“The lot assigned to every man is suited to him, and suits him to itself.”
III, 4
Meditations (c. 121–180 AD), Book III
IV. That the species of myth are five, with examples of each.
On the Gods and the Cosmos
“The lot assigned to every man is suited to him, and suits him to itself.”
III, 4
Meditations (c. 121–180 AD), Book III
“We'd never get anything fixed to suit us if we waited for things to suit us before we started.”
Source: By the Shores of Silver Lake
“Each of us narrates our life as it suits us.”
Source: Those Who Leave and Those Who Stay
“God has not made a world which suits all; how shall a sane man expect to please all?”
Source: Aphorisms and Reflections (1901), p. 20
“Most suits made the man. Gideon did things to a three-piece suit that should've been illegal.”
Variant: Most suits made the man. Gideon did things to a three-piece suit that should be illegal.
Source: Reflected in You
Никаких философских проблем нет, есть только анфилада лингвистических тупиков, вызванных неспособностью языка отразить Истину.
The Sacred Book of the Werewolf [Священная Книга Оборотня], p. 226. (2004, translated by Andrew Bromfield in 2008)
“Where there's a will, there's a law suit.”
The Cynic's Calendar
Unmasking the False Religion of Evolution (1996)
Variant translation: One of the strongest motives that lead men to art and science is escape from everyday life with its painful crudity and hopeless dreariness, from the fetters of one's own ever-shifting desires. A finely tempered nature longs to escape from the personal life into the world of objective perception and thought. With this negative motive goes a positive one. Man seeks to form for himself, in whatever manner is suitable for him, a simplified and lucid image of the world, and so to overcome the world of experience by striving to replace it to some extent by this image. This is what the painter does, and the poet, the speculative philosopher, the natural scientist, each in his own way. Into this image and its formation, he places the center of gravity of his emotional life, in order to attain the peace and serenity that he cannot find within the narrow confines of swirling personal experience.

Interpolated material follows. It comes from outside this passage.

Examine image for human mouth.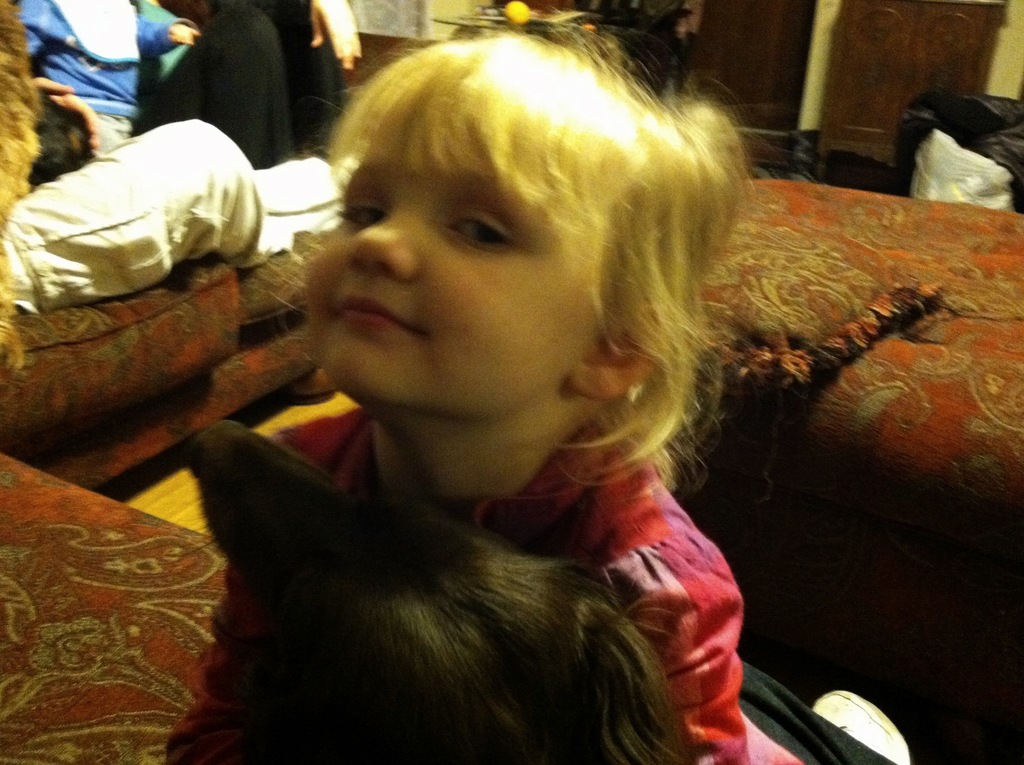
Examination result: bbox=[326, 287, 420, 342].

As quoted in The Professor, the Institute, and DNA (1976) by Rene Dubos; also in The Great Influenza (2004) by John M. Barry
1910s, Principles of Research (1918)
Context: Man tries to make for himself in the fashion that suits him best a simplified and intelligible picture of the world; he then tries to some extent to substitute this cosmos of his for the world of experience, and thus to overcome it. This is what the painter, the poet, the speculative philosopher, and the natural scientist do, each in his own fashion. Each makes this cosmos and its construction the pivot of his emotional life, in order to find in this way the peace and security which he cannot find in the narrow whirlpool of personal experience.